Sunday, 8 April 2012

Adventures in Local History

First, a disclaimer: I am not a good historian. I can talk about themes and culture and cultural themes, but I'm unsure how to operate a microfilm reader and I couldn't tell a parish record from my elbow. As part of my general research, however, I've started surveying texts written by and about servants in local archives and libraries in Newcastle (this has also to do with my involvement in the Popular Politics Project).

One text which has both intrigued and frustrated me is a slim volume entitled 'Tim Thrifty's Letter to his Fellow Servants', housed in Newcastle central library. It was published in Alnwick by 'J.Graham' in 1817. is apparently a letter from a senior servant upon his retirement warning fellow servants against vices like gluttony, disobedience and prodigality.

In many ways the letter is unremarkable. 'Tim' supports the hierarchical 'rank of life'. He admonishes female servants who give birth out of wedlock, servants who spend their small wages on frivolous pleasures like 'fairings', and those who have the cheek to question their lowly positions in life. Moralizing sermons like these are as common as far back as the sixteenth century, although they were usually written by preachers and the like at that time.

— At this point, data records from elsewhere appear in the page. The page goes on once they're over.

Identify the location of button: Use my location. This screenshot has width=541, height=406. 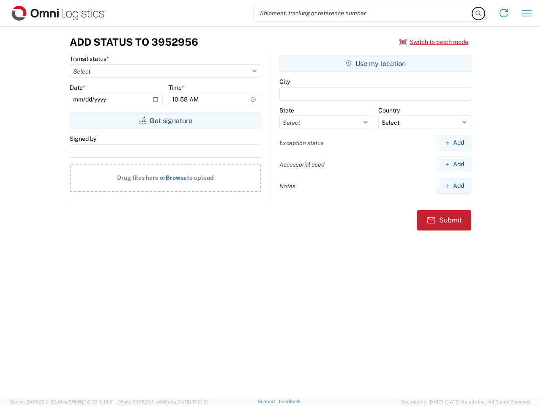
(375, 63).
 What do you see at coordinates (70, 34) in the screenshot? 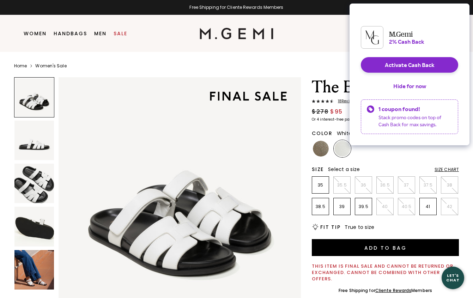
I see `a: Handbags` at bounding box center [70, 34].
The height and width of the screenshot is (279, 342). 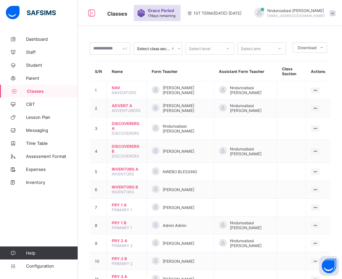 What do you see at coordinates (99, 71) in the screenshot?
I see `th: S/N` at bounding box center [99, 71].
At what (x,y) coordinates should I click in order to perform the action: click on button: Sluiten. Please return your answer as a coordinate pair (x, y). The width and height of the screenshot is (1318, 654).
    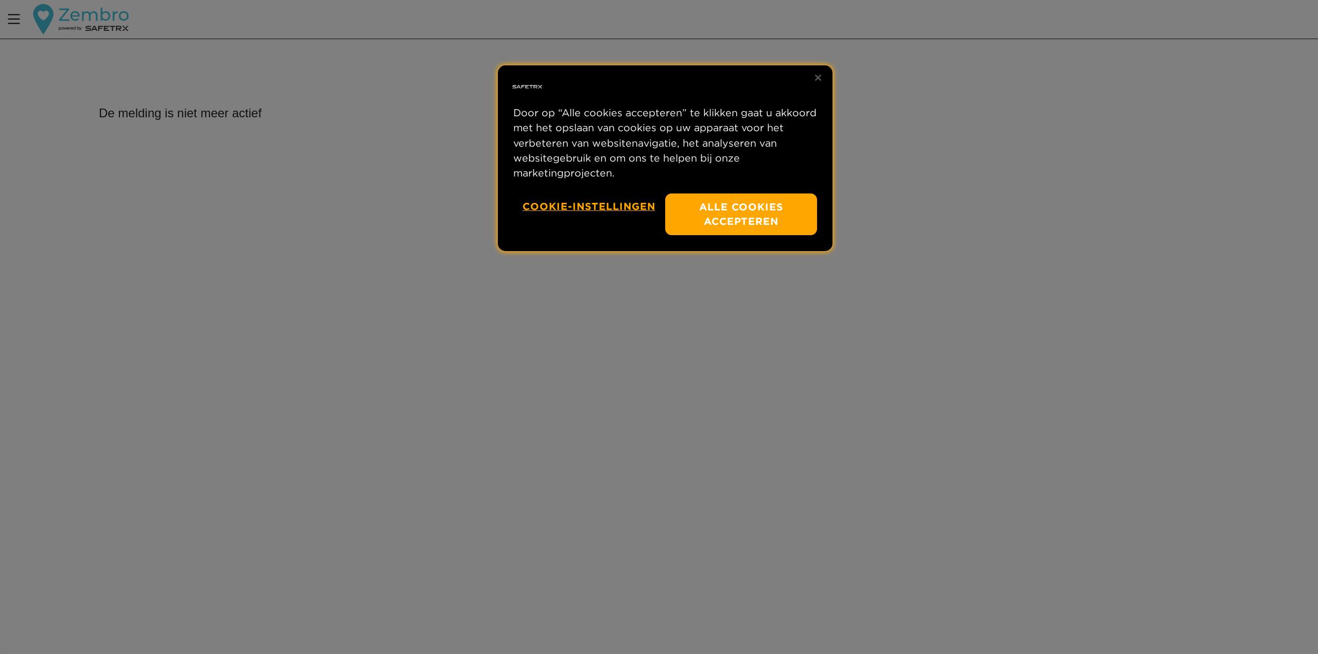
    Looking at the image, I should click on (818, 78).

In fact, because the text is in many ways so rigidly conservative I can't help but wonder whether a servant really wrote it at all. 'Tim' names his master as 'Sir Stephen Allworthy' but I haven't (yet) found any record of a Sir Allworthy in Alnwick in the early 1900's. 'Allworthy' has an allegorical ring to it, like 'Tim Thrifty' and it strikes me that if an author in the 1820's wanted to induce conservative moral or social reform, publishing under the guise of a servant lecturing his fellow servants might be a clever way of doing so.

Yet 'Tim' also breaks away from moralizing at several points to reflect on more personal matters. In these moments he shows himself to be more than a mindless tool of the upper classes. He explains, for example, that he has saved his wages and can now support his nephew in beginning a trade, an advantage which will enable his nephew to 'settle in a higher walk of life than those who immediately preceded him'. 'Tim' then begins a lengthy note on the benefits of 'savings banks', a recent advantage which will allow servants and labourers to gain interest on their 'small sums'. Elsewhere 'Tim' encourages servants to advance themselves by learning to read and write.

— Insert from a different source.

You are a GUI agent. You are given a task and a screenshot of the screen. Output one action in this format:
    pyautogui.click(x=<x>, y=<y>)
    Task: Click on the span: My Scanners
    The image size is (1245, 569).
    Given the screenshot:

As somebody who writes about literature, my instinct is to start linking this text with broader social and cultural movements, but I'm equally interested in working out who this 'Tim Thrifty' really was. And there are a few tantalising clues. On the first page, a handwritten note states that the text was 'probably written by...' Annoyingly, the handwriting is difficult to decipher, but a quick online search brought up a similar note in another Alnwick text by the same publisher. This note states that the text was 'probably written by J. S. Esq'. If I can assume that both notes refer to the same author then Tim Thrifty may not prove so elusive after all....


So, question for this week: what have you found to be the pleasures and pitfalls of studying local history? And, more pressingly, can I take a camera into an archive?! After four A4 pages of frantic handwriting I needed a stiff drink.